House rejects freeze of merit-based pay increases

By a wide margin, the House on Feb. 19 rejected a measure that would have extended the federal pay freeze to merit-based pay increases. It would have jeopardized step increases for hundreds of thousands of federal employees paid under the General Schedule pay system.

By a wide margin, the House on Feb. 19 rejected a measure that would have extended the federal pay freeze to merit-based pay increases. It would have jeopardized step increases for hundreds of thousands of federal employees paid under the General Schedule pay system.

The measure, Amendment No. 569 by Rep. Darrell Issa, R-Calif., was rejected 191-230 when it was offered as part of H.R. 1, the bill to fund the government after the expiration of the continuing resolution on March 4. The funding bill, which cuts about $60 billion in discretionary spending from current agency levels, eventually did pass on a 235 -189 party line vote, with all Democrats and three Republicans opposing the measure.

The ultimate fate of H.R. 1 remains uncertain. President Obama has threatened to veto the House bill, and Senate Democrats have begun drafting their own CR, which includes Obama’s proposal to freeze spending for five years. With both chambers in recess this week for the Presidents Day recess, it not known whether there will be enough time to craft a budget compromise before the deadline. Such a failure could result in a shutdown of the federal government, which hasn’t occurred since 1996.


▶ **Work instructions**
Retype the data that follows exactly. No pictures belong in the copy.

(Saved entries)
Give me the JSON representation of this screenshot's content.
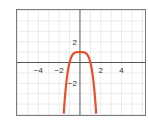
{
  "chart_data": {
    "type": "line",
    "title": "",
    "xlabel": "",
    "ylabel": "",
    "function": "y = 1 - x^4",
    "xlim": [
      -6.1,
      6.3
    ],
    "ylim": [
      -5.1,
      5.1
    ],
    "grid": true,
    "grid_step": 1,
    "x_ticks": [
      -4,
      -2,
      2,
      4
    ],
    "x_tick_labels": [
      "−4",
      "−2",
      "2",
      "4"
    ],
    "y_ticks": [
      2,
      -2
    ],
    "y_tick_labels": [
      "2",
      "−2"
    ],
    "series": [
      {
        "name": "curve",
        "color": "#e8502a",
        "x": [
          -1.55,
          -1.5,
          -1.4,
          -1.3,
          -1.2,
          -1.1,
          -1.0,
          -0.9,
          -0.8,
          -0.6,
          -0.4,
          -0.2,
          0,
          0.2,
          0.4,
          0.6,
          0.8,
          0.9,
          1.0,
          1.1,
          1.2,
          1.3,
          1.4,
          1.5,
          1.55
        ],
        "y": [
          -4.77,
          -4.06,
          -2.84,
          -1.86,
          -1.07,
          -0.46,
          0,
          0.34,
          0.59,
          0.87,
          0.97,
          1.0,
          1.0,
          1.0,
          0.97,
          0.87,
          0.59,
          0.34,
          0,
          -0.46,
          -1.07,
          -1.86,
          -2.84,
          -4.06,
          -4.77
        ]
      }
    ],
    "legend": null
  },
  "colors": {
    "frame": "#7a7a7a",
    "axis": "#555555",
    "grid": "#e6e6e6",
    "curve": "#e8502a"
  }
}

▶ **Task solution**
Give me the JSON representation of this screenshot's content.
{
  "chart_data": {
    "type": "line",
    "title": "",
    "xlabel": "",
    "ylabel": "",
    "function": "y = 1 - x^4",
    "xlim": [
      -6.1,
      6.3
    ],
    "ylim": [
      -5.1,
      5.1
    ],
    "grid": true,
    "grid_step": 1,
    "x_ticks": [
      -4,
      -2,
      2,
      4
    ],
    "x_tick_labels": [
      "−4",
      "−2",
      "2",
      "4"
    ],
    "y_ticks": [
      2,
      -2
    ],
    "y_tick_labels": [
      "2",
      "−2"
    ],
    "series": [
      {
        "name": "curve",
        "color": "#e8502a",
        "x": [
          -1.55,
          -1.5,
          -1.4,
          -1.3,
          -1.2,
          -1.1,
          -1.0,
          -0.9,
          -0.8,
          -0.6,
          -0.4,
          -0.2,
          0,
          0.2,
          0.4,
          0.6,
          0.8,
          0.9,
          1.0,
          1.1,
          1.2,
          1.3,
          1.4,
          1.5,
          1.55
        ],
        "y": [
          -4.77,
          -4.06,
          -2.84,
          -1.86,
          -1.07,
          -0.46,
          0,
          0.34,
          0.59,
          0.87,
          0.97,
          1.0,
          1.0,
          1.0,
          0.97,
          0.87,
          0.59,
          0.34,
          0,
          -0.46,
          -1.07,
          -1.86,
          -2.84,
          -4.06,
          -4.77
        ]
      }
    ],
    "legend": null
  },
  "colors": {
    "frame": "#7a7a7a",
    "axis": "#555555",
    "grid": "#e6e6e6",
    "curve": "#e8502a"
  }
}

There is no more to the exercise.